NPR: North Carolina Gerrymandering Trial Could Serve As Blueprint For Other States

NPR: North Carolina Gerrymandering Trial Could Serve As Blueprint For Other States

"We have forever had a flawed process that preordains so many of our congressional and legislative elections to the party," asserted Bob Phillips of Common Cause North Carolina, whose group filed the lawsuit. "I believe what's at stake is the beginning of the end of that." Common Cause's challenge contends the legislative maps were drawn to maximize the power of the GOP and violate the state constitution's clauses guaranteeing the right to a free election, freedom of assembly and equal protection. "And what we say is that when mapmakers are putting districts together solely primarily based on how people vote, is that's a violation of all three," Phillips said.

Weeks after the U.S. Supreme Court ruled that federal courts can’t intervene in cases where state lawmakers have aggressively drawn political boundariesto benefit one political party over another, a new front in the nation’s redistricting battles opens Monday in a North Carolina courtroom.

The case has the potential to significantly alter how political maps are drawn in North Carolina and could serve as a blueprint for legal challenges in other states. Or, it could result in the latest affirmation of partisan gerrymandering — a tradition in American politics that stretches back more than two centuries. …

If the voting rights groups that have challenged North Carolina’s state legislative districts succeed, the maps could be ordered redrawn in time for the 2020 election in a state that is closely divided politically. That would give Democrats a better chance of winning at least one of the legislature’s two chambers and put them in a position to have a say in the redistricting process that begins in 2021.

“We have forever had a flawed process that preordains so many of our congressional and legislative elections to the party,” asserted Bob Phillips of Common Cause North Carolina, whose group filed the lawsuit. “I believe what’s at stake is the beginning of the end of that.”

Common Cause’s challenge contends the legislative maps were drawn to maximize the power of the GOP and violate the state constitution’s clauses guaranteeing the right to a free election, freedom of assembly and equal protection.

“And what we say is that when mapmakers are putting districts together solely primarily based on how people vote, is that’s a violation of all three,” Phillips said.

He added that this challenge is similar to a partisan redistricting case from Pennsylvania in 2016, when congressional maps were ultimately struck down by the state Supreme Court. Those maps, also drawn by a GOP-controlled legislature, gave Republicans a 12-6 edge in the state’s congressional delegation. Under the new maps used in 2018, the delegation was evenly split. …

The trial will feature records from an influential Republican redistricting consultant who helped draft many of North Carolina’s maps. Thomas Hofeller passed away in 2018, and his estranged daughter received many of his computer files and turned them over to Common Cause. The state court ruled Friday some of those files are admissible as evidence in the trial.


Work to be completed
If a line in the data below contains "each", copy it.

[Data Boundary: Start]

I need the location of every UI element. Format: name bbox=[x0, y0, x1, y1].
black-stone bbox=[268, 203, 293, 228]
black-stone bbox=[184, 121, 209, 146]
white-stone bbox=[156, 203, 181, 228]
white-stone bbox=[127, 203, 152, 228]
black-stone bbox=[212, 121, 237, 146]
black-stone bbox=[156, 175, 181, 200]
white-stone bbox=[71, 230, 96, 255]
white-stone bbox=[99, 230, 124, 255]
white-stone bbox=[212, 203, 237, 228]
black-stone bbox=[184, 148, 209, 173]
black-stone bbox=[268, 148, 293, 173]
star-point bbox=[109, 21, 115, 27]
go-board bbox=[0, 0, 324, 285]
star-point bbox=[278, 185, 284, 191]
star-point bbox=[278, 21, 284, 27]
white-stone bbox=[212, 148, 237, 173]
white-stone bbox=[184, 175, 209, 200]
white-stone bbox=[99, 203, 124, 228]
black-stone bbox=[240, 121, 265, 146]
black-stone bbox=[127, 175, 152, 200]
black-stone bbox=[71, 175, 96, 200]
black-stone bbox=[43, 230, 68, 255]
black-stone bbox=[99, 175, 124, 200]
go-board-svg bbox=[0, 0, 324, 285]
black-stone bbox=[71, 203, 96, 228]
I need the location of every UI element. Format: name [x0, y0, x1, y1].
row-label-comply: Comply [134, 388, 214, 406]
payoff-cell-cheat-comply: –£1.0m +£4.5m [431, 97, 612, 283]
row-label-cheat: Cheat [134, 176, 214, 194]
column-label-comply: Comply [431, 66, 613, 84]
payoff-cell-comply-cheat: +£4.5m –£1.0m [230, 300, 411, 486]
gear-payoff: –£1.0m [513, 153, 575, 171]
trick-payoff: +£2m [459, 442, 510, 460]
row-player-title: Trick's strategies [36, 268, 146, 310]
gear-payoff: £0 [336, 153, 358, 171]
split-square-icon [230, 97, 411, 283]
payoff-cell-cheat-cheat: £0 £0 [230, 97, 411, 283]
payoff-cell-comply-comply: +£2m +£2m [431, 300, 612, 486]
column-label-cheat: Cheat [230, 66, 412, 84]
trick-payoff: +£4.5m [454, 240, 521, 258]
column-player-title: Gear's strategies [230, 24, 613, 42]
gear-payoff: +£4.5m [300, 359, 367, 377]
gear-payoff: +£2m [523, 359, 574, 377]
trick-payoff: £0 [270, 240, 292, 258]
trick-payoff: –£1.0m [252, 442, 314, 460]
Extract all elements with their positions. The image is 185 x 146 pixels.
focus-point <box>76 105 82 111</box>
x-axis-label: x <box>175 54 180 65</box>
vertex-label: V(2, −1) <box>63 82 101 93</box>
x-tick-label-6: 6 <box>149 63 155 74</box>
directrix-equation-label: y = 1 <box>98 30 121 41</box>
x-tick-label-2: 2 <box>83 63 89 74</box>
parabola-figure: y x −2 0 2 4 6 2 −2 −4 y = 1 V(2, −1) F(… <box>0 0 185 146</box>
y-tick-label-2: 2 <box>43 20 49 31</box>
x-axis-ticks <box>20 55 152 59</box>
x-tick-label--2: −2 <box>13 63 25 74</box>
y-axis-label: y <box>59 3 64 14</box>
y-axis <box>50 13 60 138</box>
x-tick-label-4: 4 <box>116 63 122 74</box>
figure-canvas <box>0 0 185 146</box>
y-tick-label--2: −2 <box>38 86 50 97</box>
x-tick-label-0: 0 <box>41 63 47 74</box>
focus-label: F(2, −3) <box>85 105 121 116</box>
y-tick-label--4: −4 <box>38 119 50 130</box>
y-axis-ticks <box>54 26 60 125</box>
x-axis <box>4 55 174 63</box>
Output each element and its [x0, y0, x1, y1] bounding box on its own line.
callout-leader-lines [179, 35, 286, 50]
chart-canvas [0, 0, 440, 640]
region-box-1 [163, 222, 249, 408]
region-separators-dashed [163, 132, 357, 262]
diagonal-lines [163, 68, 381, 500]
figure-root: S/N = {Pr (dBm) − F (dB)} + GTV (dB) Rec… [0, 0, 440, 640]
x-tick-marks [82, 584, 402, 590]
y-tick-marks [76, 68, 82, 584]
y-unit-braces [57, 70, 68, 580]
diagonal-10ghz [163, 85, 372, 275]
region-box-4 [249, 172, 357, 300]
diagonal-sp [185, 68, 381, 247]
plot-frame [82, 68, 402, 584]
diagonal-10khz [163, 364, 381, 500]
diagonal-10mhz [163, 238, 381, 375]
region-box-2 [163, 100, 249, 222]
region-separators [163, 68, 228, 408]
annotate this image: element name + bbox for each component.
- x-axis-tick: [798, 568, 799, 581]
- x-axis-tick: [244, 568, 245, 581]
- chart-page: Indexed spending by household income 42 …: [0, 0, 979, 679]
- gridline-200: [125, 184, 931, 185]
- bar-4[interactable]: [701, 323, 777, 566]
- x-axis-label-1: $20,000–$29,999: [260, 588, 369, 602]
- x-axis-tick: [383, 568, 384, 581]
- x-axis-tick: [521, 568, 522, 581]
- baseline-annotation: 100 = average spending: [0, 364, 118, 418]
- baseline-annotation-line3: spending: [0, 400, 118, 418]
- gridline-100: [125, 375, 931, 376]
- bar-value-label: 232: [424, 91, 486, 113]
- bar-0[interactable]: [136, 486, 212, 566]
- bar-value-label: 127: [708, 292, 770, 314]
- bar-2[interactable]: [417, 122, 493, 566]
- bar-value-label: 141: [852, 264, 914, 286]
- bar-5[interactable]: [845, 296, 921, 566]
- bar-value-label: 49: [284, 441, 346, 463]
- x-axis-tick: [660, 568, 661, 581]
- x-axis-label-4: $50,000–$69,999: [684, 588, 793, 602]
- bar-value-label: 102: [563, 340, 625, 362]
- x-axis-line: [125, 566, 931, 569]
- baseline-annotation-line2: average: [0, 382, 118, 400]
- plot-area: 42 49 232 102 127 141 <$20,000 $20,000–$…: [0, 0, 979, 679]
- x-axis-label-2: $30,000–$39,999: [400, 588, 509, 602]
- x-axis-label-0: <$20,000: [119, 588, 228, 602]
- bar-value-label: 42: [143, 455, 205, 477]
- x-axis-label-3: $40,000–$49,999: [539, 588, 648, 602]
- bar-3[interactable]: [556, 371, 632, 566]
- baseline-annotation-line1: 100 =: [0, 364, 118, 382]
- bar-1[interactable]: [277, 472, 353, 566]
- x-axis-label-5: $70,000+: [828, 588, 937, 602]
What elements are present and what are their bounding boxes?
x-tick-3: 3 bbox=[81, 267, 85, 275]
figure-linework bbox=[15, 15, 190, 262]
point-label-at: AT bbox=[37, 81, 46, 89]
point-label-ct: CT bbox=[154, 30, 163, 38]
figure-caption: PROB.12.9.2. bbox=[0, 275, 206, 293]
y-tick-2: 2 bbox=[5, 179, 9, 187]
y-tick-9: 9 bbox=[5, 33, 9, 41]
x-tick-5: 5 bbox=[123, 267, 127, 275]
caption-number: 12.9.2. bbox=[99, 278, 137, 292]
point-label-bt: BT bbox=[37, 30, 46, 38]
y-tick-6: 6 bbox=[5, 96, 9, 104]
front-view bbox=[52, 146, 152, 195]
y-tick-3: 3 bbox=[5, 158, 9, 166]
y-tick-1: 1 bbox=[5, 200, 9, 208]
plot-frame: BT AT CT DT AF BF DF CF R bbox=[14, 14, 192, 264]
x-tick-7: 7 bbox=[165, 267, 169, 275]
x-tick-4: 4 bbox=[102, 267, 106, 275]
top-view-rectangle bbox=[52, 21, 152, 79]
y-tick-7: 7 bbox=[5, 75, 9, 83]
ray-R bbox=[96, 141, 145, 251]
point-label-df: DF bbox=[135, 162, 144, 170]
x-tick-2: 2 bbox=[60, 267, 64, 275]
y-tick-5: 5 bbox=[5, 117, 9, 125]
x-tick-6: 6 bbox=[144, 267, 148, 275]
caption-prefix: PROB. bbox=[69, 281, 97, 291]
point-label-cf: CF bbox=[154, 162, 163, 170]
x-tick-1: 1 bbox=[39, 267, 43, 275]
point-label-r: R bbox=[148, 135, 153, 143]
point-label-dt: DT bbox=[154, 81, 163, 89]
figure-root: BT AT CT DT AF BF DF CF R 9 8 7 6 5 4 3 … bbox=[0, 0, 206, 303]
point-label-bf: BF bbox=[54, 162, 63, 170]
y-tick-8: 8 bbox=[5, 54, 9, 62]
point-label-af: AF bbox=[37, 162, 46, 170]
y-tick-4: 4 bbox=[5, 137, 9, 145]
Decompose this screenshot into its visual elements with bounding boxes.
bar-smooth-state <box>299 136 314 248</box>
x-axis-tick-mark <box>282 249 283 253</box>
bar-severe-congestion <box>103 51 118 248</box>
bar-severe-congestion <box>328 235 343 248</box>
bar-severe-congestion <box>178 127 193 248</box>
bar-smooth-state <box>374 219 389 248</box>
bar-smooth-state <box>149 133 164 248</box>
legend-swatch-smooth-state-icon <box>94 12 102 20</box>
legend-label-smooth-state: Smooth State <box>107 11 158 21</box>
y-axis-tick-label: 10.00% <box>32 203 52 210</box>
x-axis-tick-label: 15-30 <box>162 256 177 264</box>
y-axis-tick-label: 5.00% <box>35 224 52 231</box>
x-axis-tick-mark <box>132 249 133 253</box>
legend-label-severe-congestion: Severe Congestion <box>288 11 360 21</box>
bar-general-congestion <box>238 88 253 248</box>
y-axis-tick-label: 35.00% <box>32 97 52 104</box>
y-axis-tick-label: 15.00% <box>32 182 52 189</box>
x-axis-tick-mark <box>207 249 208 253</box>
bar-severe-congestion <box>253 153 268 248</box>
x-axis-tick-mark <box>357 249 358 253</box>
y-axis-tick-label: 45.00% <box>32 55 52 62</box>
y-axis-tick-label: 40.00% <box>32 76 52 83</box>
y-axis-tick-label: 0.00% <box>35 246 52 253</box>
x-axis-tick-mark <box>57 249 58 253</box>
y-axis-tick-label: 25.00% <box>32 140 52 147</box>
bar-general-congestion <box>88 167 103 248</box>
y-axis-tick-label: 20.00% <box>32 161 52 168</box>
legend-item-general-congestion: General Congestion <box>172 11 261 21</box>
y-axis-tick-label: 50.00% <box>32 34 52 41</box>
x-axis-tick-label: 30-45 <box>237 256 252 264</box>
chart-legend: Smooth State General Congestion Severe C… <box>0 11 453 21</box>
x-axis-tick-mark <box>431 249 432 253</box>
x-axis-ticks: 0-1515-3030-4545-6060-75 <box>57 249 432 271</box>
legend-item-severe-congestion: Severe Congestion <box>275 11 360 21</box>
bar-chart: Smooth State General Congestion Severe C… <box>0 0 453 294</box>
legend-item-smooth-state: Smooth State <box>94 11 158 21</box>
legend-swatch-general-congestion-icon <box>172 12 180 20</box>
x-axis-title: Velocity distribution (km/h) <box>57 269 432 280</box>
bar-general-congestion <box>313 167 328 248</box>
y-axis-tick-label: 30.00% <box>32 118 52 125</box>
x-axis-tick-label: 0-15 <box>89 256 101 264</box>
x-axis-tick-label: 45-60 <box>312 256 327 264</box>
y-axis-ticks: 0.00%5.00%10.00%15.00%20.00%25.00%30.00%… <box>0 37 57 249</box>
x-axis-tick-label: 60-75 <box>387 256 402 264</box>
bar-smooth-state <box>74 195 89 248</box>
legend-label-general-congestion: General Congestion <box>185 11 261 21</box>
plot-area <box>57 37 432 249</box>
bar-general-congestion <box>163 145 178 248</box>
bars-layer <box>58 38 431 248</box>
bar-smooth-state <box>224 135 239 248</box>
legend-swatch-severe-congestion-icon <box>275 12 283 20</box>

[Data Boundary: End]

Exercise response
Output each element and its [x0, y0, x1, y1] bounding box on its own line.
annotate this image: element name + bbox for each component.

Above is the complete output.